The Free Market Can't Clean Up This Nuclear Mess
Eli Lehrer ably defends the Department of Energy, the flawed and unloved agency whose name fell away from Rick Perry's lips when his neural network took an inopportune coffee break.
As Lehrer pointed out, about half of DOE's budget is allotted for watchdogging our nuclear arsenal and cleaning up "legacy wastes" left behind by production of fissile materials and nuclear weapons. One of DOE's cleanup projects is Hanford.
Not many people outside the Pacific Northwest know about Hanford, a 560-square-mile federal reservation in the sage steppe country of eastern Washington State.
Hanford is the most contaminated place in the Western Hemisphere. There's not a chance in hell that any entity except the federal government could oversee and carry out the cleanup, which—if funding holds—will be completed when today's toddlers are grandparents.
Hanford was the Manhattan Project site where physicists' theories were turned into industrial-scale plutonium production. Starting with the historic "B" reactor, nine reactors and five processing "canyons" to chemically extract plutonium from irradiated uranium were built at Hanford. Pu-239 production carried on until 1987, when the last operating reactor was shut down.
What's left behind to clean up?
-177 underground tanks containing vile combinations of radioactive and chemical wastes totaling 53 million gallons. At least one-third of the tanks have leaked an estimated 1 million gallons into the ground.
-Hundreds of billions of gallons of liquid wastes that entered the ground from cribs, ponds, injection wells, and French drains.
- Millions of tons of solid wastes that ended up in pits, trenches, and dumps.
-Leaking plumes from the tanks and the liquid wastes contain an all-star team of radioactive and chemical hazards—strontium-90, technetium-99, and carbon tetrachloride, to name a few. Down the gradient lies the Columbia River, the biggest river in the West.
What's being done?
DOE is building capacity to pump and treat 150 million gallons of contaminated groundwater per month. Contaminated soil and cleanup debris will go into an onsite landfill the size of 52 football fields, which now holds 11 million tons and counting of low-level wastes. Eventually, reactor buildings and support facilities will be demolished.
The centerpiece of the cleanup is construction of a vitrification plant that will take the hellish tank wastes and imprison them in glass logs for eventual burial, perhaps at Yucca Mountain, perhaps somewhere else. Cost of the "vit" plant is $12.2 billion and likely to go up. No one can say for sure whether the vit plant will work because remediation on this scale has never been tried.
An unresolved question is the fate of the 177 tanks after they've been emptied. Leave them in place and monitor them for all eternity, or chop them up for disposal? Removing the tanks and ancillary structures would create a mound of waste totaling a billion cubic feet—enough to fill the New Orleans Superdome eight times over.

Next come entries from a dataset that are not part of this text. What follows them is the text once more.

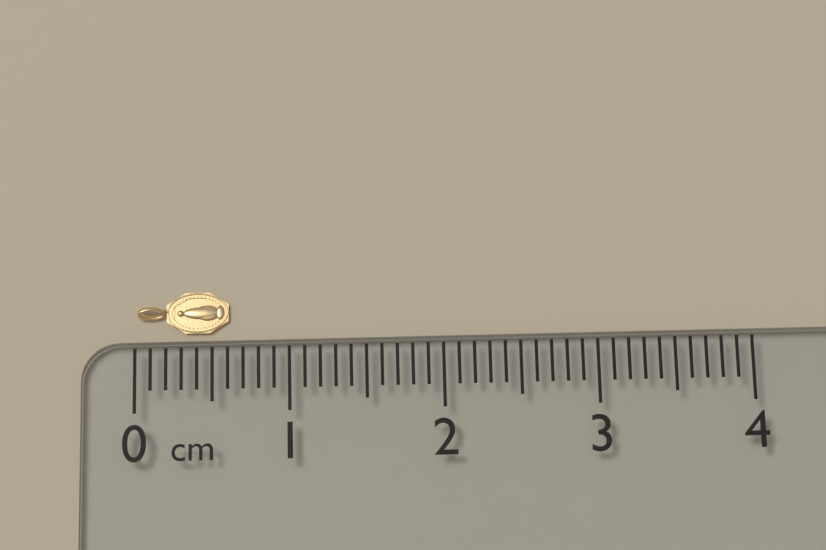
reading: 0.6 cm
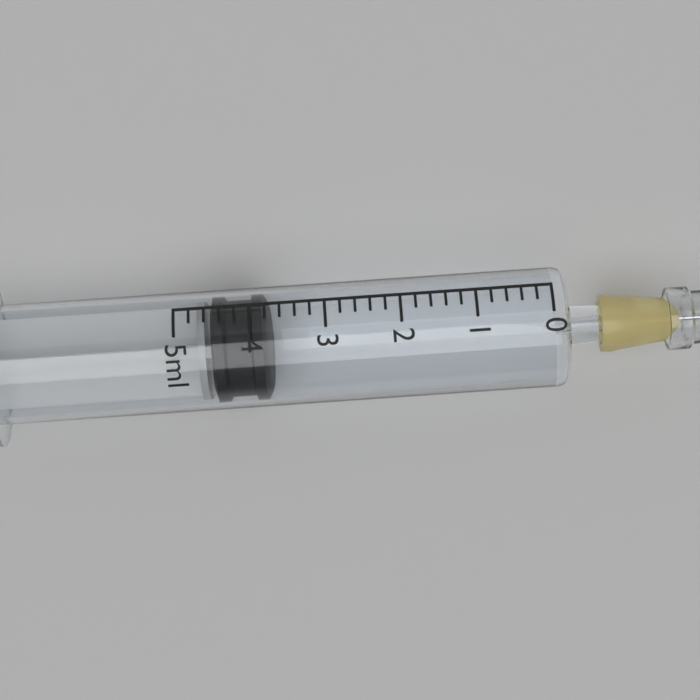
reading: 3.8 ml
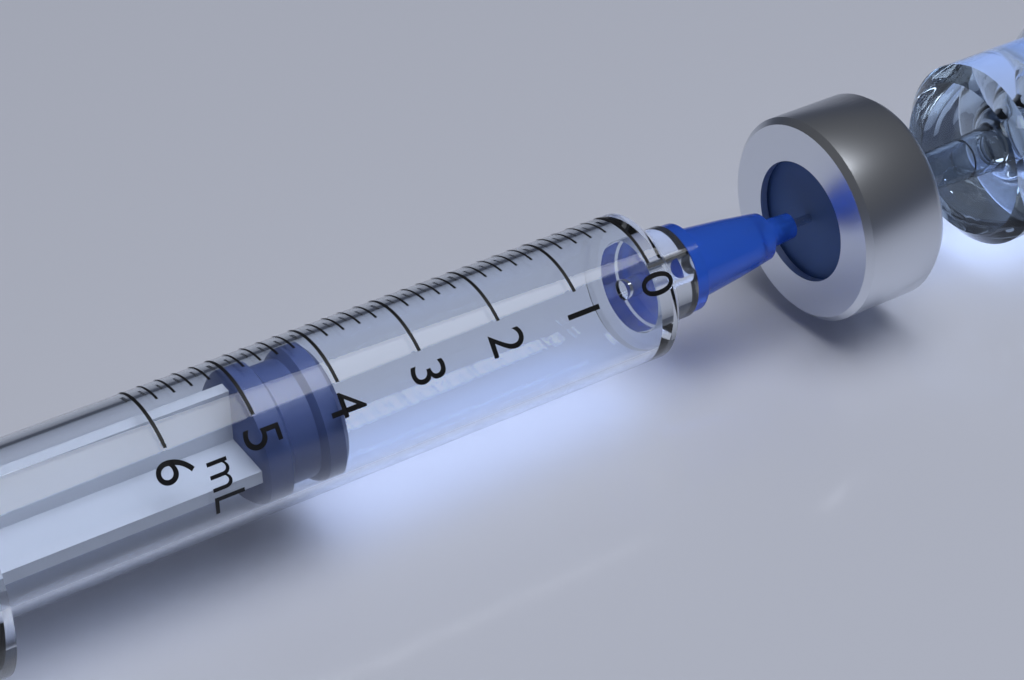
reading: 4.0 mL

Estimated cost of emptying the tanks, vitrifying the wastes, and remediating the tank farms ranges from $34 billion to $261 billion. Where the final number falls depends on how the public and decision-makers answer the central question: how clean is clean enough?
DOE's oversight of the mammoth cleanup job has been bedeviled by ongoing controversy over its competence. Some critics have suggested taking DOE off the job and turning the mess over to a federal corporation chartered for the sole purpose of carrying out the cleanup.
No one knowledgeable about Hanford, however, has seriously suggested turning the job over to a non-federal actor. No other entities could handle it, nor should they even if they could. For more than four decades, Hanford was a critical defense facility, defense is inarguably a federal duty, and the cleanup of the wastes that came with defense production is a federal responsibility.